Your brain on books is active  —  growing, changing, and making new connections and different patterns, depending on the type of material you’re reading.

Roberto Bolaño says, “Reading is like thinking, like praying, like talking to a friend, like expressing your ideas, like listening to other people’s ideas, like listening to music, like looking at the view, like taking a walk on the beach.”

Reading is a huge part of my life.

It informs everything I choose to write and share with my audience.

Reading not only improves your brain’s connectivity, it also increases attention spans, focus and concentration.

If you struggle to focus, reading can improve your attention span.

When you read a book, all of your attention is focused on the story or gaining a better understanding of a particular topic — the rest of the world just falls away, and you can immerse yourself in every fine detail you’re absorbing.

The desire to buy more books than you can ever read is so universal, there’s a Japanese word for it:

Tsundoku!

It literally means “reading pile.”

Tsundoku is a combination of several Japanese words, including “tsunde,” which means to stack things; “oku,” which means to leave for a while; and “doku,” which means to read.

As the BBC pointed out recently, “’tsundoku’ has the meaning of buying reading material and piling it up”.

Tsundoku dates back to the Japanese Meiji era (1868–1912).

The term can be found in print as early as 1879, says Professor Andrew Gerstle, who teaches pre-modern Japanese at the University of London.

He says, “the word ‘doku’ can be used as a verb to mean ‘reading’” while the “tsun” originates in “tsumu”, meaning “to pile up”.

While we all appreciate a library of good reads, many readers own more books than they can ever read.

A. Edward Newton once said, “Even when reading is impossible, the presence of books acquired produces such an ecstasy that the buying of more books than one can read is nothing less than the soul reaching towards infinity…we cherish books even if unread, their mere presence exudes comfort, their ready access reassurance.”

The comfortable feeling of not running out of good reads makes it really difficult to see tsundoku as an issue.

Chances are, you feel one of two ways right now:

Either you can’t possibly believe that Tsundoku is a personal problem, OR, you’re facing the sudden realization that you, too, suffer from tsundoku.

I am typically reading 2–10 books in parallel.

I finish most great books but not all books.

If I am reading for urgent information or knowedge about a new topic, I tend to systematically skim to learn better, and faster.

I don’t read every book cover-to-cover.

Believing you do just sets you up for failure.

Nasim Taleb wrote in The Black Swan:

Read books are far less valuable than unread ones.
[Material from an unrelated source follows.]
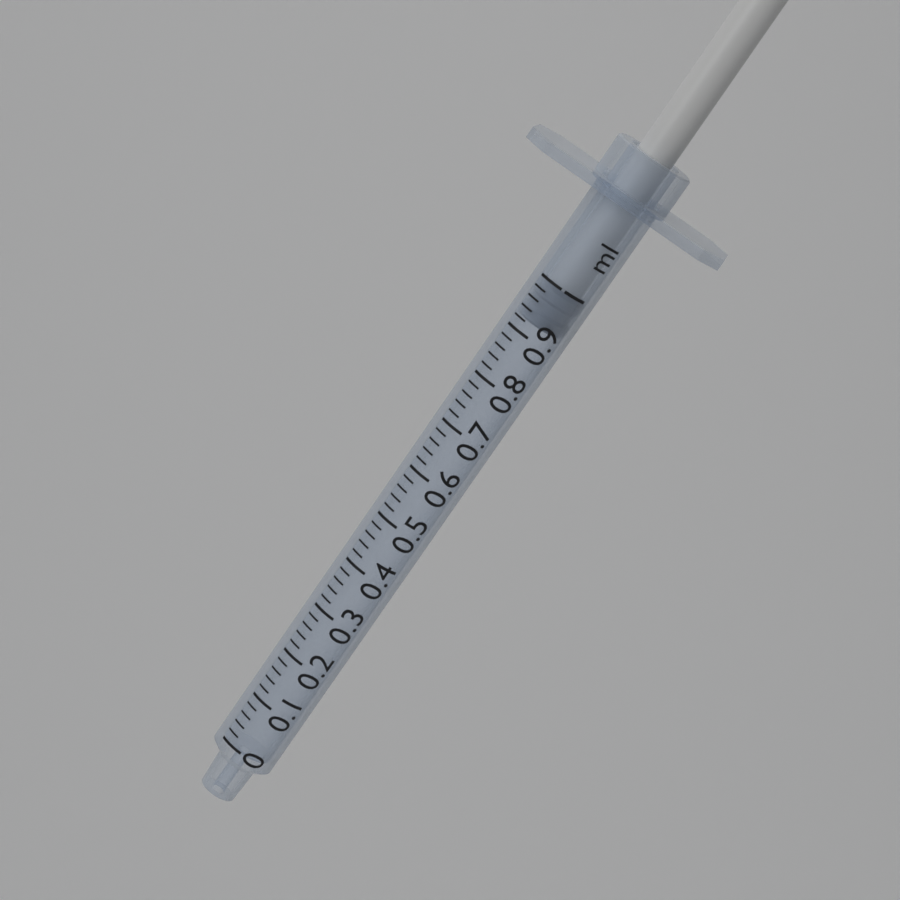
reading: 0.92 ml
The library should contain as much of what you don’t know as your financial means, mortgage rates and the currently tight real-estate market allows you to put there. You will accumulate more knowledge and more books as you grow older, and the growing number of unread books on the shelves will look at you menancingly. Indeed, the more you know, the larger the rows of unread books. Let us call this collection of unread books an antilibrary.

Instead of feeling guilty about books you haven’t read, you should see them as an opportunity to upgrade your knowledge, learn a skill, or improve yourself.
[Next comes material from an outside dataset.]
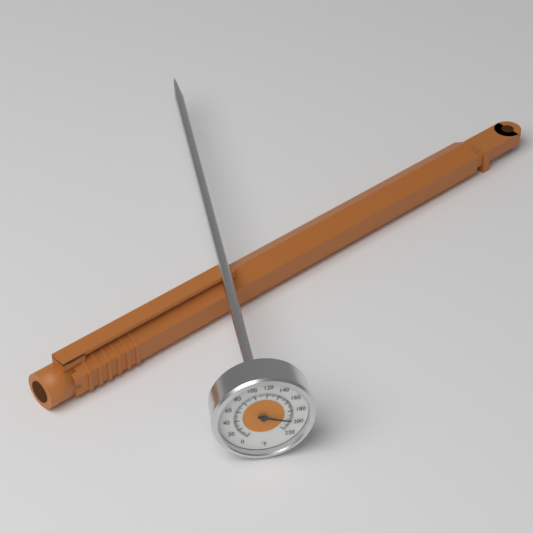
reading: 200 °F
The good news is, they’re available to you if you ever need them.

The most important questions is: What will you do with all those unread books. Do yourself a favor and commit to reading even a page everyday.

Find a system that works for you.

In the age of ebooks, Tsundoku is even more common.
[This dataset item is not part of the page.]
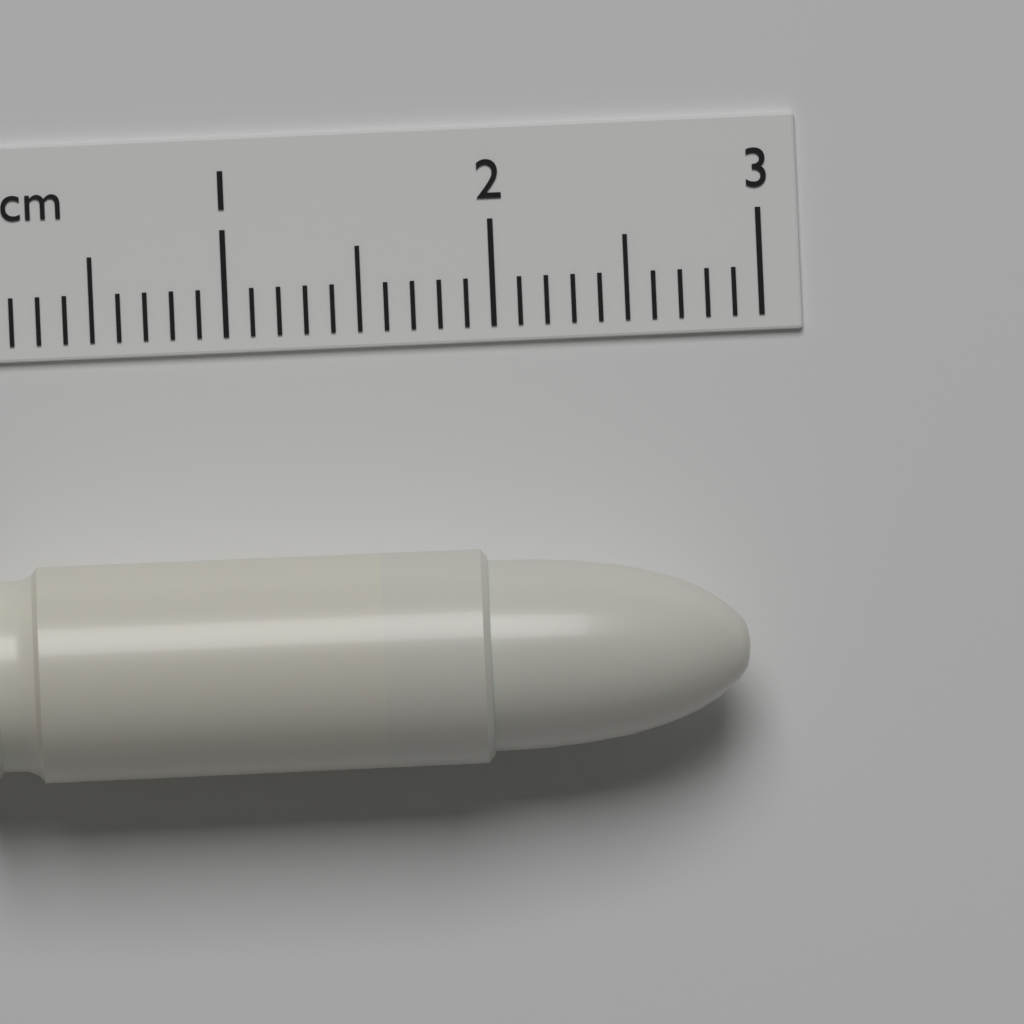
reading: 2.9 cm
I don’t read when I am “in the mood” because that’s unpredictable.

I read everywhere when I have even five minutes. It’s super convenient to pull out my iPhone 8 Plus and read a paragraph or two here and there.

Use every moment.

If you have a commute, use it.

If you have a lunch break, use that.

Waiting in line? Read.

Eliminate one hour of television a day if you have to. The long-term benefits cannot be compared with the short-term pleasure of daily distractions.

If you have a tsundoku problem, you have three choices:

  1. You can sort through your collection and donate the ones you may never read to people who will savor each word and give them the attention they deserve.
  2. If your habit is more about the piles than the books, you can easily organise them better, and get it under control. You could get a better bookshelf and decide how you want to organise them to help you read more everyday.
  3. When you go digital, Tsundoku becomes even more difficult to control. Even though collections need not take up a ton of space, you could still hoard hundreds or even thousands of books and magazines without taking over your home. Choose to read with purpose. Are you reading for pleasure, information, facts or you are reading to undertand a topic. Learn speed reading, and choose to ignore extraneous details if you don’t need it. Here is my guide for reading a book every week.

It’s never too late to start reading again!